For 25 years, families who could not afford to provide Christmas gifts for their children in the Dwight area have been helped out by the local charity, Christmas for Kids.

The organization began as the brainchild of Deb Tock, who at first asked Dave Bossert who handled Dwight’s Love Box program, which started in 1975, to do a similar program for presents instead of just food at Christmastime.

“I admired Dave Bossert at the Dwight United Methodist Church,” she said. “He and his Sunday School class started Love Boxes.”

She said if the family could not afford food at Christmastime, they especially could not afford gifts for their children.

“Dave wisely said he didn’t think a project like that was for Love Boxes, but it was a good separate project,” Tock explained.

She tried to entice Bossert into the project off and on for two consecutive years but kept receiving the same answer.

On the Christmas soon after Deb and Steve’s daughter Kate was born in the fall of 1991, Deb was in the hospital (on an unrelated medical matter), and was unable to come home until Christmas day.

She said she had a lot of time to think while she lay there in the hospital during the holidays.

“I was released at 4:30 p.m. Christmas day,” she said. “This gave me a taste of people who don’t all have good Christmases.”

She said she would think about her late mother, Betty Weiss of Litchfield, who would regale her of stories of growing up poor, and being so appreciative of anything for Christmas.

“She was thrilled to get a dime and an orange,” Tock said.

She said her mother always made Christmas a nice tradition at her home, since she grew up without so much. So the next year, Deb and her husband Steve set out to do Christmas for Kids for the Christmas of 1992, a quarter of a century ago.

At that time, they attended church at the First Congregational Church of Christ in Dwight. The program has since moved to the Dwight United Methodist Church and works separately, but in cooperation with the Love Box program.

The first year she had about a dozen church and community members helping out, raising funds, shopping for gifts, and wrapping and delivering them to families in need.

At that time, the fledgling organization was able to muster enough funds to spend $25 per child (now more than twice that much). About 50 children were served that year.

The program is serving 51 families this year, 124 children, she said.

“We would buy a toy, a sleeping blanket and sleeping bag,” she said about the first year.

“Some people we delivered to were using ovens to keep warm, with everyone huddled in the kitchen,” she said.

The next year, she reached out to similar programs to gain knowledge of how to better operate such a program.

She connected with Joe Schmitz of the Gardner Exchange Bank who has operated a Grundy County program called Operation St. Nick, that gave gifts to children at Christmastime.

“He gave us a donation and spent a couple of hours talking with us,” she said, and they learned some tricks of the children’s Christmas gift charity trade.

By the third year, Tock had developed the idea to send out a Christmas wish list which included requests for needs, so that the program would not duplicate gifts, was able to buy what a child actually needed, and wanted. All the Dwight banks have savings accounts in the name of the charity so people can donate any time throughout the year.

“That way we’re not buying just a Barbie (doll) for a little girl who’s going to school with no coat,” Tock said. She said many volunteers return with stories delivery day of parents who are in tears, so grateful to have something to give their children.
Over the years, people like Tracey Karstens along with her husband Verlin, have been longtime volunteers, as well as Steve Tock, and Mark and Mary Boma, Steve’s sister and brother-in-law. Daughter Kate joined the charity after she grew older. Now Deb has roughly 35 shoppers and 35 delivery people each year.

For three years, Ginger Connor filled in to coordinate the program for Deb while Deb took a break.

The Paper in Dwight is now the headquarters for the program, where people can call during business hours, or leave messages and get responses to questions or concerns quickly.

“It’s great that I have the money and the volunteers,” Deb said. “The Dwight community has been just awesome. Dwight is really a wonderful community.”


▸ Instructions to follow
Below are records. Find each line in them that holds the word "efficiently" and copy it.

Entries from a visual dataset
>>>>

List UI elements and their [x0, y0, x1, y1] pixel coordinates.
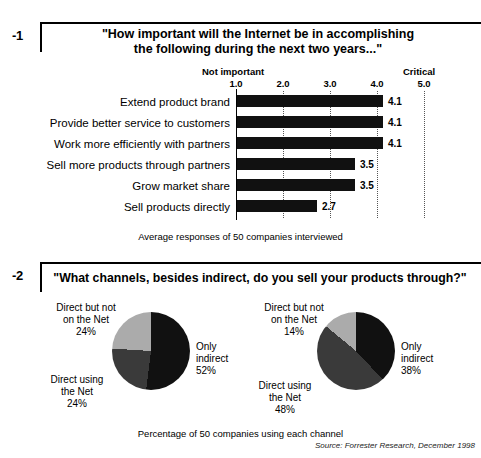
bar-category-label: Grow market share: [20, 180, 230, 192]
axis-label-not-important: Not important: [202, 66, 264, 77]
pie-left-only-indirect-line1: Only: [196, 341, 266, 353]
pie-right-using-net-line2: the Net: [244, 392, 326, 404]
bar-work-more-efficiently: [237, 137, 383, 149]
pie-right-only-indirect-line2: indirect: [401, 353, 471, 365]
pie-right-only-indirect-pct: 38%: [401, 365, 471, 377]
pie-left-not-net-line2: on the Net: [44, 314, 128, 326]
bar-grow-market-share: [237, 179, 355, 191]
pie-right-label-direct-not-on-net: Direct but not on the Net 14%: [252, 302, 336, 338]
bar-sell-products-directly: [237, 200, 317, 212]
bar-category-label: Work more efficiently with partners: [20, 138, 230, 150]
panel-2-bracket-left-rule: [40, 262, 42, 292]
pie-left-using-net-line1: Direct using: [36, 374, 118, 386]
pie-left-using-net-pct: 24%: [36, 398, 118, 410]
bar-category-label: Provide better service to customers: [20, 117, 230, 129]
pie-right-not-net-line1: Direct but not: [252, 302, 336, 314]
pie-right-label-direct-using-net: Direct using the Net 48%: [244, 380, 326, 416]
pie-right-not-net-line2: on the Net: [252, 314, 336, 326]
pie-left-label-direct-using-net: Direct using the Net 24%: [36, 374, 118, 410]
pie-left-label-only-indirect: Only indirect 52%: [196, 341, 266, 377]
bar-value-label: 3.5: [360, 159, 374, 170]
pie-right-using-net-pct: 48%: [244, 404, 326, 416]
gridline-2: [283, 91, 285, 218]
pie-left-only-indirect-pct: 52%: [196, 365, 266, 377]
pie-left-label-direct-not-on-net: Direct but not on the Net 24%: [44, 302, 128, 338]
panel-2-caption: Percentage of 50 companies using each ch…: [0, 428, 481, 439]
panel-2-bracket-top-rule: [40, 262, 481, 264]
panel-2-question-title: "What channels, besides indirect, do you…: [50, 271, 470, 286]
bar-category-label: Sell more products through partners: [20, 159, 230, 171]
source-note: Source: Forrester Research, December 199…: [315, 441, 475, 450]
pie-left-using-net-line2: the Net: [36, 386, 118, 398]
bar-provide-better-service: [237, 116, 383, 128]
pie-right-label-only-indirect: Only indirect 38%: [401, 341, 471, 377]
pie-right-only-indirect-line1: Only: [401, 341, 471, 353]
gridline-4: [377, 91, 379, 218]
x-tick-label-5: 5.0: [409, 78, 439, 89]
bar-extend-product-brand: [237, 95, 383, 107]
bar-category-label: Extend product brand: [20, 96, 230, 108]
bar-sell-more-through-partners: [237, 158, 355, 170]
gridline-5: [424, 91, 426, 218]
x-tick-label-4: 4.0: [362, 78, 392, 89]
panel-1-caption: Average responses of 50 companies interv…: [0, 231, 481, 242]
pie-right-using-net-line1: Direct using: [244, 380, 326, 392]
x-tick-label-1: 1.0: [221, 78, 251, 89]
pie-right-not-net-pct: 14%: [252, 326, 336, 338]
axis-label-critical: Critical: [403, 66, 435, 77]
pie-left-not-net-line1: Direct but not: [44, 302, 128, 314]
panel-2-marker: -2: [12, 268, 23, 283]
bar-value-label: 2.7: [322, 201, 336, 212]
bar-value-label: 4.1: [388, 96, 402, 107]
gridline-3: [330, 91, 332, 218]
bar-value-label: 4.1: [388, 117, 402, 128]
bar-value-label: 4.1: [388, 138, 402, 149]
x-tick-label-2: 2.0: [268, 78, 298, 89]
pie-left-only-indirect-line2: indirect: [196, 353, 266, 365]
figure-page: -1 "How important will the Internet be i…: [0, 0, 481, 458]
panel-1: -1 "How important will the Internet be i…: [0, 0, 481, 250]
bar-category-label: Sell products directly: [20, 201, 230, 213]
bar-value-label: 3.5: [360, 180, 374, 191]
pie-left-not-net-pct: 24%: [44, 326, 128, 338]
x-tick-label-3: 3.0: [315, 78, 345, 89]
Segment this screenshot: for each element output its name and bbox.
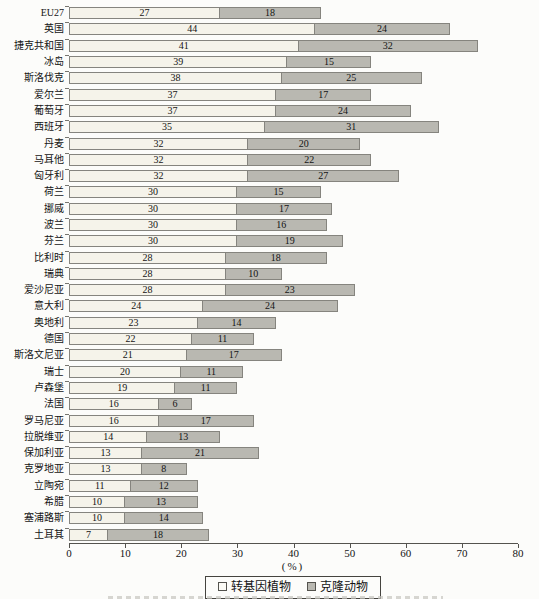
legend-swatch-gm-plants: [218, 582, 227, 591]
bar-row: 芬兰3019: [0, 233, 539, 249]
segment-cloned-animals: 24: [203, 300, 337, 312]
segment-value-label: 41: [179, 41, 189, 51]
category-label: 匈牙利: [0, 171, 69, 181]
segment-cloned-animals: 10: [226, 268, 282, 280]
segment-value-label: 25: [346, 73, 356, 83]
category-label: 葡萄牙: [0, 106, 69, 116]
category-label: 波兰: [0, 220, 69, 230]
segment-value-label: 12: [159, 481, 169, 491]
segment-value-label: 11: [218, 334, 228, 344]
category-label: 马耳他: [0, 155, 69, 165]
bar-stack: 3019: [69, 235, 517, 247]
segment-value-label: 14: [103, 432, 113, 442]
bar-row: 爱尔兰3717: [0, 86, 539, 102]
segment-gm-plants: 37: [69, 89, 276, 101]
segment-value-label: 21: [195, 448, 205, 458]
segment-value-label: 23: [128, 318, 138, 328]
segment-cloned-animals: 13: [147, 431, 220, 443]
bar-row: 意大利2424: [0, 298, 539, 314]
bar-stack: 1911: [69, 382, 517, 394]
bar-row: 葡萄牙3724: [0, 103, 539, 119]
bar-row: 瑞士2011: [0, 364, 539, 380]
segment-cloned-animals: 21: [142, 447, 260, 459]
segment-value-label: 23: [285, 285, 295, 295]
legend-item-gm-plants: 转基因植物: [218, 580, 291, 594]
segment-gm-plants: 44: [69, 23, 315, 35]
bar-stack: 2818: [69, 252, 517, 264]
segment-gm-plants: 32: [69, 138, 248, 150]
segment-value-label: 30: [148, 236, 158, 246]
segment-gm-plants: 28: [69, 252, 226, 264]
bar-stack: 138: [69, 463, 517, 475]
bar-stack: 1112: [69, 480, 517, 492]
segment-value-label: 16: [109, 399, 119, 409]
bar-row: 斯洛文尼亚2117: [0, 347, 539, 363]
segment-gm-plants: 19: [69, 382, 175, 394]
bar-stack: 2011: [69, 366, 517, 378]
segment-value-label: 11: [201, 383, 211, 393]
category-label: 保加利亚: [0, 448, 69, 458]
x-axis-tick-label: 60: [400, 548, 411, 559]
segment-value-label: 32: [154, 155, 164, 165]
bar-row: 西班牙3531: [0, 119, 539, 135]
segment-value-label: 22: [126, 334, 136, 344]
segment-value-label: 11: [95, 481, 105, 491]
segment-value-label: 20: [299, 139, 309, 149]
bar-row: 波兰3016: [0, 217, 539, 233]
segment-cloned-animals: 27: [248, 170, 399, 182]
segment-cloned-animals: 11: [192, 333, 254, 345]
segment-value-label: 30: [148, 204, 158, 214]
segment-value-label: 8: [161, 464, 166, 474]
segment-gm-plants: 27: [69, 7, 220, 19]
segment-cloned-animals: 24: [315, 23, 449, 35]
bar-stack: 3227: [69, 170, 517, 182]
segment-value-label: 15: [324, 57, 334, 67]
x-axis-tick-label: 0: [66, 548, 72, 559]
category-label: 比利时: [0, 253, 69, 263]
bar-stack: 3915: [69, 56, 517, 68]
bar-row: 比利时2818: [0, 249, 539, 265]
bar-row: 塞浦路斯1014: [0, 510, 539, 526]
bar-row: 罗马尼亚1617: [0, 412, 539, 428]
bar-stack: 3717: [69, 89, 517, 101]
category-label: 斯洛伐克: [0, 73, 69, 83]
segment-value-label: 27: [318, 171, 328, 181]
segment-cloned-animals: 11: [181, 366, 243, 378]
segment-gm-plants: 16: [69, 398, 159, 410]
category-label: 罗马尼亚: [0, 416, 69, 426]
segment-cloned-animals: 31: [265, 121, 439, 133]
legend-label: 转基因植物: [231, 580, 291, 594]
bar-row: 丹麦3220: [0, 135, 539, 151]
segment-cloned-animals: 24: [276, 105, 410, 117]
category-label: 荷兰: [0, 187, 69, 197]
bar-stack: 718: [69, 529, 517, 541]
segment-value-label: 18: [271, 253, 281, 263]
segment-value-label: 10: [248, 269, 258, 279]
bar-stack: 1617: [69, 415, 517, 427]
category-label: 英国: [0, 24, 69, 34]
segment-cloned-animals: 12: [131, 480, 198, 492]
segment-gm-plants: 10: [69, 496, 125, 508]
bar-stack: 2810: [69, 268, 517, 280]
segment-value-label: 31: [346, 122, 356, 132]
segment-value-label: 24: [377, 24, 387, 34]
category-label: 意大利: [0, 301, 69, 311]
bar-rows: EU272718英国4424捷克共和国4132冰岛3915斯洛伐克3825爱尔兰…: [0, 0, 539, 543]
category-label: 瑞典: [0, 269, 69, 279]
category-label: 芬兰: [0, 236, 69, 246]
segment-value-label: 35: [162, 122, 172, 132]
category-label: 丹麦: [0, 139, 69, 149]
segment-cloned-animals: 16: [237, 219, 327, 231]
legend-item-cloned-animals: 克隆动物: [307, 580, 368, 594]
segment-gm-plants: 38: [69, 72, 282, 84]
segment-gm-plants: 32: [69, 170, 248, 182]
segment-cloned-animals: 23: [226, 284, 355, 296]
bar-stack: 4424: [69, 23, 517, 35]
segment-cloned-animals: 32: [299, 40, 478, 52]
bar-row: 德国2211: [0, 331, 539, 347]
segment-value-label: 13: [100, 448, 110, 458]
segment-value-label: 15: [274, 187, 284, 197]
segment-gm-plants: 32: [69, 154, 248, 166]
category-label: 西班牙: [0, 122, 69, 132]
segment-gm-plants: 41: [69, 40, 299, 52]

<<<<

▸ Written solution
bar-work-more-efficiently: [237, 137, 383, 149]
bar-category-label: Work more efficiently with partners: [20, 138, 230, 150]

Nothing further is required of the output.